Your 13:29 of Zen

Watch right about 7:20.  Yikes!  Oh, and my strong suggestion is to crank up the definition as high as your connection will allow and watch it full-screen.

[youtube https://www.youtube.com/watch?v=6v2L2UGZJAM?rel=0]

Quote of the Day – David Mamet Edition

David Mamet, playwright and recent convert to the right has written an op-ed on gun control for Newsweak. Today’s QotD is excerpted from its opening:

Karl Marx summed up Communism as “from each according to his ability, to each according to his needs.” This is a good, pithy saying, which, in practice, has succeeded in bringing, upon those under its sway, misery, poverty, rape, torture, slavery, and death.

For the saying implies but does not name the effective agency of its supposed utopia. The agency is called “The State,” and the motto, fleshed out, for the benefit of the easily confused must read “The State will take from each according to his ability: the State will give to each according to his needs.” “Needs and abilities” are, of course, subjective. So the operative statement may be reduced to “the State shall take, the State shall give.”

Read. The. Whole. Thing.

FrackNation

I watched the documentary FrackNation that I helped fund last night when it aired on AXS.  It is a takedown of the previous crockumentary Gasland, and the opposition to fracking both here and around the world using, you know, facts.

The central focus of the film is the town of Dimock, PA and the people there who have been fighting against the anti-fracking forces, and one thing that struck me in particular was a montage of residents decrying the incredibly slanted media coverage of the topic without, as one person put it, any attempt at balance at all.

I was reminded of The Narrative – an excerpt from a Stephen Hunter novel I posted here a while back:

You do not fight the narrative. The narrative will destroy you. The narrative is all-powerful. The narrative rules. It rules us, it rules Washington, it rules everything.

The narrative is the set of assumptions the press believes in, possibly without even knowing that it believes in them. It’s so powerful because it’s unconscious. It’s not like they get together every morning and decide “These are the lies we will tell today.” No, that would be too crude and honest. Rather, it’s a set of casual, nonrigorous assumptions about a reality they’ve never really experienced that’s arranged in such a way as to reinforce their best and most ideal presumptions about themselves and their importance to the system and the way they’ve chosen to live their lives. It’s a way of arranging things a certain way that they all believe in without ever really addressing carefully. It permeates their whole culture. They know, for example, that Bush is a moron and Obama is a saint. They know communism was a phony threat cooked up by right-wing cranks as a way to leverage power to the executive. They know that Saddam didn’t have weapons of mass destruction, the response to Katrina was fucked up…. Cheney’s a devil. Biden’s a genius. Soft power good, hard power bad. Forgiveness excellent, punishment counterproductive, capital punishment a sin.

And the narrative is the bedrock of their culture, the keystone of their faith, the altar of their church. They don’t even know they’re true believers, because in theory they despise the true believer in anything. But they will absolutely de-frackin’-stroy anybody who makes them question that….

And the media knows that fracking is a horrible thing that destroys ground water and air quality and must be stopped at all costs because it will contribute to Global Warming.

Are You Going to the NRA Convention?

This year it’s in Houston, May 3-5.  I’ve missed the last two three, but Houston is close enough to drive to.  (15 hours from Tucson, just like Reno.)  So, if you’re going, where will you be staying?  I’d like to be in the same hotel with as many other bloggers as I can.  Please let me know in comments or by email.  Thanks.

UPDATE:  I’m staying at the Hampton Inn by the Galleria. I’ll at least get to meet up with JayG!

Now I just have to get my media credentials.

Quote of the Day

From Robert Avrech:

Yes, we eager students studied history, literature and art. But soon enough it became clear to me that a massive amount of time was spent on Marxist theory, a material view of the world. Still observant, still wearing a yarmulke, I would ask about religion, about the spirit. With deep condescension, my professors informed me that we live in a post-religious world. Religion, I was lectured, was the opiate of the people.

I wondered, but never had the courage to suggest, that perhaps Marxism was the opiate of the elites.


# [ACTIVITY]
What you return should be the lines from the one with "Image is 644x336 pixels." through the one with "Image is 868x423 pixels." in the data below, reproduced exactly with both ends, and no pictures at all.

++++ RECORDS SUPPLIED

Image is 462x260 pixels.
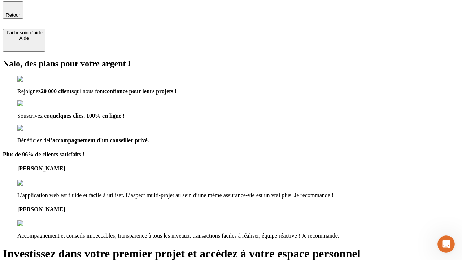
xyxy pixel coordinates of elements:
[17,88,41,94] span: Rejoignez
[17,206,459,213] h4: [PERSON_NAME]
[17,125,48,131] img: checkmark
[6,12,20,18] span: Retour
[49,113,125,119] span: quelques clics, 100% en ligne !
[17,233,459,239] p: Accompagnement et conseils impeccables, transparence à tous les niveaux, transactions faciles à r...
[17,192,459,199] p: L’application web est fluide et facile à utiliser. L’aspect multi-projet au sein d’une même assur...
[6,35,43,41] div: Aide
[17,220,53,227] img: reviews stars
[3,59,459,69] h2: Nalo, des plans pour votre argent !
[17,137,49,143] span: Bénéficiez de
[74,88,104,94] span: qui nous font
[3,151,459,158] h4: Plus de 96% de clients satisfaits !
[17,113,49,119] span: Souscrivez en
[438,235,455,253] iframe: Intercom live chat
[104,88,177,94] span: confiance pour leurs projets !
[6,30,43,35] div: J’ai besoin d'aide
[49,137,149,143] span: l’accompagnement d’un conseiller privé.
[17,180,53,186] img: reviews stars
[3,1,23,19] button: Retour
[3,29,45,52] button: J’ai besoin d'aideAide
[17,76,48,82] img: checkmark
[41,88,74,94] span: 20 000 clients
[17,165,459,172] h4: [PERSON_NAME]
[17,100,48,107] img: checkmark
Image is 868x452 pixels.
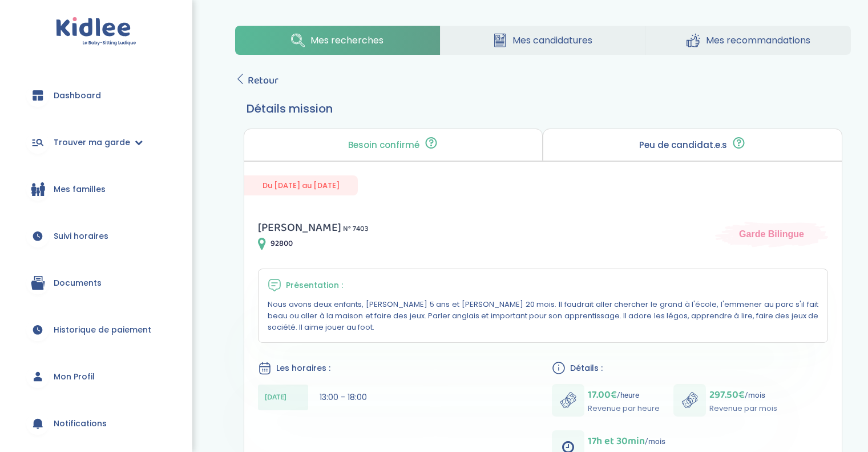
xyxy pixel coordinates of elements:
span: Documents [53,277,101,289]
h3: Détails mission [247,100,840,117]
span: 13:00 - 18:00 [320,392,367,403]
a: Documents [17,262,175,303]
img: logo.svg [56,17,136,46]
p: Revenue par mois [710,403,777,415]
span: Présentation : [286,280,343,291]
a: Mes recherches [235,26,440,55]
p: Besoin confirmé [348,140,420,149]
a: Mes candidatures [441,26,646,55]
span: Détails : [570,362,603,374]
a: Trouver ma garde [17,122,175,163]
p: /heure [588,387,660,403]
span: Notifications [53,418,107,430]
span: 92800 [270,238,293,250]
span: [DATE] [265,392,286,403]
span: 297.50€ [710,387,745,403]
span: Dashboard [53,90,101,101]
span: Mon Profil [53,371,94,383]
span: 17.00€ [588,387,617,403]
span: [PERSON_NAME] [258,218,341,236]
p: Peu de candidat.e.s [640,140,727,149]
a: Dashboard [17,75,175,116]
a: Mon Profil [17,356,175,397]
a: Suivi horaires [17,216,175,257]
span: Retour [247,72,279,88]
a: Historique de paiement [17,309,175,351]
span: N° 7403 [343,223,369,235]
span: Historique de paiement [53,324,152,336]
a: Mes familles [17,168,175,210]
span: Mes candidatures [512,33,592,47]
a: Notifications [17,403,175,444]
p: /mois [710,387,777,403]
p: Revenue par heure [588,403,660,415]
p: /mois [588,433,665,449]
span: Mes familles [53,184,106,195]
span: Trouver ma garde [53,136,130,149]
a: Mes recommandations [646,26,851,55]
span: Mes recherches [311,33,384,47]
span: 17h et 30min [588,433,645,449]
span: Du [DATE] au [DATE] [244,175,358,195]
span: Suivi horaires [53,230,108,242]
span: Garde Bilingue [739,228,804,241]
span: Les horaires : [276,362,330,374]
a: Retour [235,72,279,88]
p: Nous avons deux enfants, [PERSON_NAME] 5 ans et [PERSON_NAME] 20 mois. Il faudrait aller chercher... [268,299,819,333]
span: Mes recommandations [706,33,811,47]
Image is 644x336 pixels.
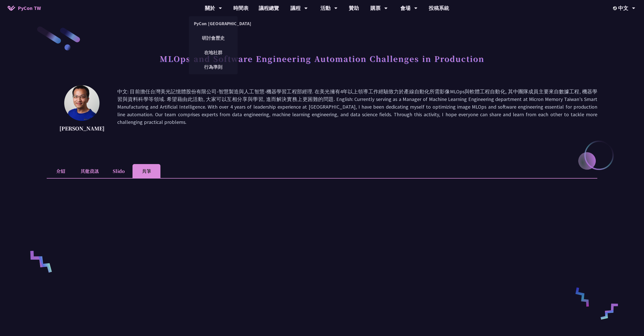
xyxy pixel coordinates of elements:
[18,4,41,12] span: PyCon TW
[3,2,46,14] a: PyCon TW
[59,124,105,132] p: [PERSON_NAME]
[74,164,105,178] li: 其他資訊
[613,7,618,10] img: Locale Icon
[46,164,74,178] li: 介紹
[8,6,15,11] img: Home icon of PyCon TW 2025
[188,61,237,73] a: 行為準則
[105,164,133,178] li: Slido
[188,32,237,44] a: 研討會歷史
[133,164,161,178] li: 共筆
[64,85,100,121] img: 程俊培
[160,51,484,66] h1: MLOps and Software Engineering Automation Challenges in Production
[188,18,237,30] a: PyCon [GEOGRAPHIC_DATA]
[188,47,237,58] a: 在地社群
[117,88,597,134] p: 中文: 目前擔任台灣美光記憶體股份有限公司-智慧製造與人工智慧-機器學習工程部經理. 在美光擁有4年以上領導工作經驗致力於產線自動化所需影像MLOps與軟體工程自動化, 其中團隊成員主要來自數據...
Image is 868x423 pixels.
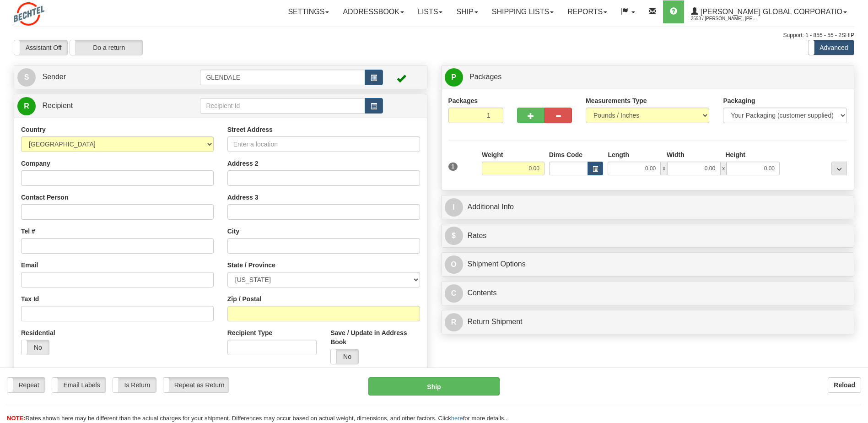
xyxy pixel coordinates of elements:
label: Packaging [723,96,755,105]
span: x [720,162,727,175]
a: $Rates [445,227,851,245]
label: Email Labels [52,378,106,392]
label: Zip / Postal [227,294,262,304]
label: City [227,227,239,236]
input: Recipient Id [200,98,365,114]
label: Dims Code [549,150,583,159]
span: P [445,68,463,87]
img: logo2553.jpg [14,2,44,25]
span: Packages [469,73,502,81]
a: R Recipient [17,96,180,115]
label: Is Return [113,378,156,392]
label: Street Address [227,125,273,134]
label: Length [608,150,629,159]
span: Recipient [42,102,73,110]
span: $ [445,227,463,245]
a: S Sender [17,68,200,87]
label: Advanced [809,40,854,55]
span: S [17,68,36,87]
a: RReturn Shipment [445,313,851,331]
label: Recipient Type [227,328,273,338]
label: Weight [482,150,503,159]
span: R [445,313,463,331]
span: x [661,162,667,175]
div: ... [832,162,847,175]
div: Support: 1 - 855 - 55 - 2SHIP [14,32,854,39]
label: Tax Id [21,294,39,304]
label: Contact Person [21,193,68,202]
label: Email [21,260,38,269]
a: P Packages [445,68,851,87]
label: Repeat as Return [163,378,229,392]
label: Residential [21,328,55,338]
label: Country [21,125,46,134]
label: No [331,349,358,364]
label: Tel # [21,227,35,236]
span: [PERSON_NAME] Global Corporatio [698,8,843,16]
label: Assistant Off [14,40,67,55]
label: Save / Update in Address Book [330,328,419,347]
span: R [17,97,36,115]
a: Settings [281,1,336,23]
a: Shipping lists [485,1,561,23]
label: Do a return [70,40,142,55]
a: Ship [449,1,484,23]
span: Sender [42,73,66,81]
button: Reload [828,377,861,393]
a: here [451,415,463,422]
a: [PERSON_NAME] Global Corporatio 2553 / [PERSON_NAME], [PERSON_NAME] [684,1,854,23]
label: Company [21,159,50,168]
label: State / Province [227,260,276,269]
label: Address 3 [227,193,258,202]
a: CContents [445,284,851,302]
button: Ship [369,377,499,395]
a: Reports [561,1,614,23]
iframe: chat widget [847,165,867,258]
b: Reload [833,381,855,389]
a: Addressbook [336,1,411,23]
label: Packages [448,96,478,105]
input: Sender Id [200,70,365,85]
span: NOTE: [7,415,25,422]
span: C [445,285,463,302]
a: OShipment Options [445,255,851,274]
span: O [445,256,463,274]
a: IAdditional Info [445,198,851,216]
label: No [21,340,49,355]
label: Width [667,150,685,159]
input: Enter a location [227,136,420,152]
label: Measurements Type [585,96,647,105]
span: I [445,199,463,216]
label: Address 2 [227,159,258,168]
label: Repeat [7,378,45,392]
a: Lists [411,1,449,23]
span: 1 [448,163,458,171]
span: 2553 / [PERSON_NAME], [PERSON_NAME] [691,14,760,23]
label: Height [725,150,745,159]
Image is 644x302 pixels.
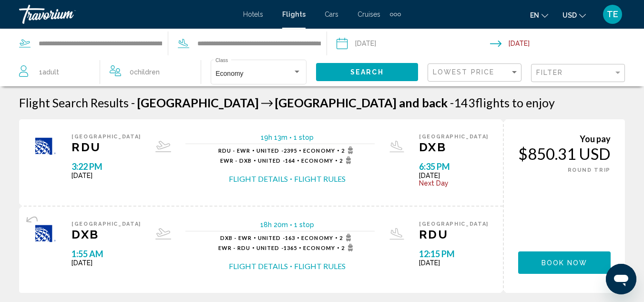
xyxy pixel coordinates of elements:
[258,235,295,241] span: 163
[257,245,297,251] span: 1365
[219,148,250,153] span: RDU - EWR
[562,11,577,19] span: USD
[450,95,475,110] span: 143
[72,172,141,179] span: [DATE]
[399,95,448,110] span: and back
[229,174,288,184] button: Flight Details
[475,95,555,110] span: flights to enjoy
[10,57,201,86] button: Travelers: 1 adult, 0 children
[258,235,285,241] span: United -
[257,148,297,153] span: 2395
[419,179,488,187] span: Next Day
[531,64,625,83] button: Filter
[542,259,588,266] span: Book now
[257,148,283,153] span: United -
[19,95,128,110] h1: Flight Search Results
[419,249,488,259] span: 12:15 PM
[340,157,354,164] span: 2
[518,251,611,274] button: Book now
[341,146,356,154] span: 2
[518,144,611,163] div: $850.31 USD
[72,227,141,241] span: DXB
[43,68,59,76] span: Adult
[607,10,618,19] span: TE
[72,221,141,227] span: [GEOGRAPHIC_DATA]
[518,133,611,144] div: You pay
[303,245,335,251] span: Economy
[294,261,345,271] button: Flight Rules
[303,148,335,153] span: Economy
[220,157,252,164] span: EWR - DXB
[130,65,160,78] span: 0
[600,4,625,24] button: User Menu
[324,10,338,18] a: Cars
[282,10,306,18] a: Flights
[257,245,283,251] span: United -
[419,172,488,179] span: [DATE]
[433,68,495,76] span: Lowest Price
[258,157,285,164] span: United -
[350,69,384,77] span: Search
[72,249,141,259] span: 1:55 AM
[243,10,263,18] a: Hotels
[316,63,418,81] button: Search
[72,140,141,154] span: RDU
[261,133,287,141] span: 19h 13m
[301,157,333,164] span: Economy
[419,161,488,172] span: 6:35 PM
[19,5,233,24] a: Travorium
[340,233,354,241] span: 2
[229,261,288,271] button: Flight Details
[219,245,250,251] span: EWR - RDU
[419,221,488,227] span: [GEOGRAPHIC_DATA]
[562,8,586,22] button: Change currency
[275,95,396,110] span: [GEOGRAPHIC_DATA]
[450,95,454,110] span: -
[419,259,488,266] span: [DATE]
[337,29,491,57] button: Depart date: Sep 15, 2025
[72,161,141,172] span: 3:22 PM
[258,157,295,164] span: 164
[419,227,488,241] span: RDU
[390,6,401,22] button: Extra navigation items
[294,221,314,229] span: 1 stop
[72,259,141,266] span: [DATE]
[530,11,539,19] span: en
[433,69,519,77] mat-select: Sort by
[490,29,644,57] button: Return date: Sep 22, 2025
[220,235,252,241] span: DXB - EWR
[518,256,611,266] a: Book now
[537,69,563,77] span: Filter
[358,10,380,18] a: Cruises
[131,95,135,110] span: -
[215,69,243,78] span: Economy
[261,221,288,229] span: 18h 20m
[606,264,637,294] iframe: Button to launch messaging window
[134,68,160,76] span: Children
[341,244,356,251] span: 2
[294,174,345,184] button: Flight Rules
[568,167,611,173] span: ROUND TRIP
[301,235,333,241] span: Economy
[39,65,59,78] span: 1
[530,8,548,22] button: Change language
[419,140,488,154] span: DXB
[137,95,259,110] span: [GEOGRAPHIC_DATA]
[419,133,488,140] span: [GEOGRAPHIC_DATA]
[294,133,314,141] span: 1 stop
[72,133,141,140] span: [GEOGRAPHIC_DATA]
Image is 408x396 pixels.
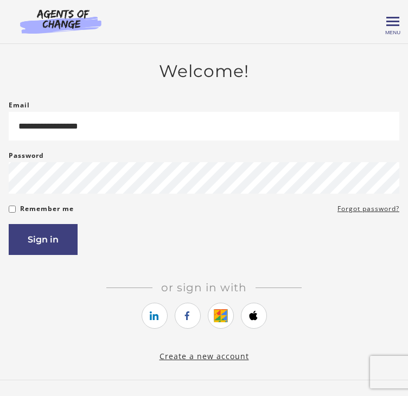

++++++++

# [YOUR RESPONSE]
Image is 644x336 pixels.
xyxy pixel coordinates of elements:
[18,4,41,12] span: PyCon TW
[3,2,46,14] a: PyCon TW
[59,124,105,132] p: [PERSON_NAME]
[74,164,105,178] li: 其他資訊
[613,7,618,10] img: Locale Icon
[46,164,74,178] li: 介紹
[8,6,15,11] img: Home icon of PyCon TW 2025
[188,61,237,73] a: 行為準則
[105,164,133,178] li: Slido
[188,32,237,44] a: 研討會歷史
[133,164,161,178] li: 共筆
[64,85,100,121] img: 程俊培
[160,51,484,66] h1: MLOps and Software Engineering Automation Challenges in Production
[188,18,237,30] a: PyCon [GEOGRAPHIC_DATA]
[188,47,237,58] a: 在地社群
[117,88,597,134] p: 中文: 目前擔任台灣美光記憶體股份有限公司-智慧製造與人工智慧-機器學習工程部經理. 在美光擁有4年以上領導工作經驗致力於產線自動化所需影像MLOps與軟體工程自動化, 其中團隊成員主要來自數據...
Image is 868x423 pixels.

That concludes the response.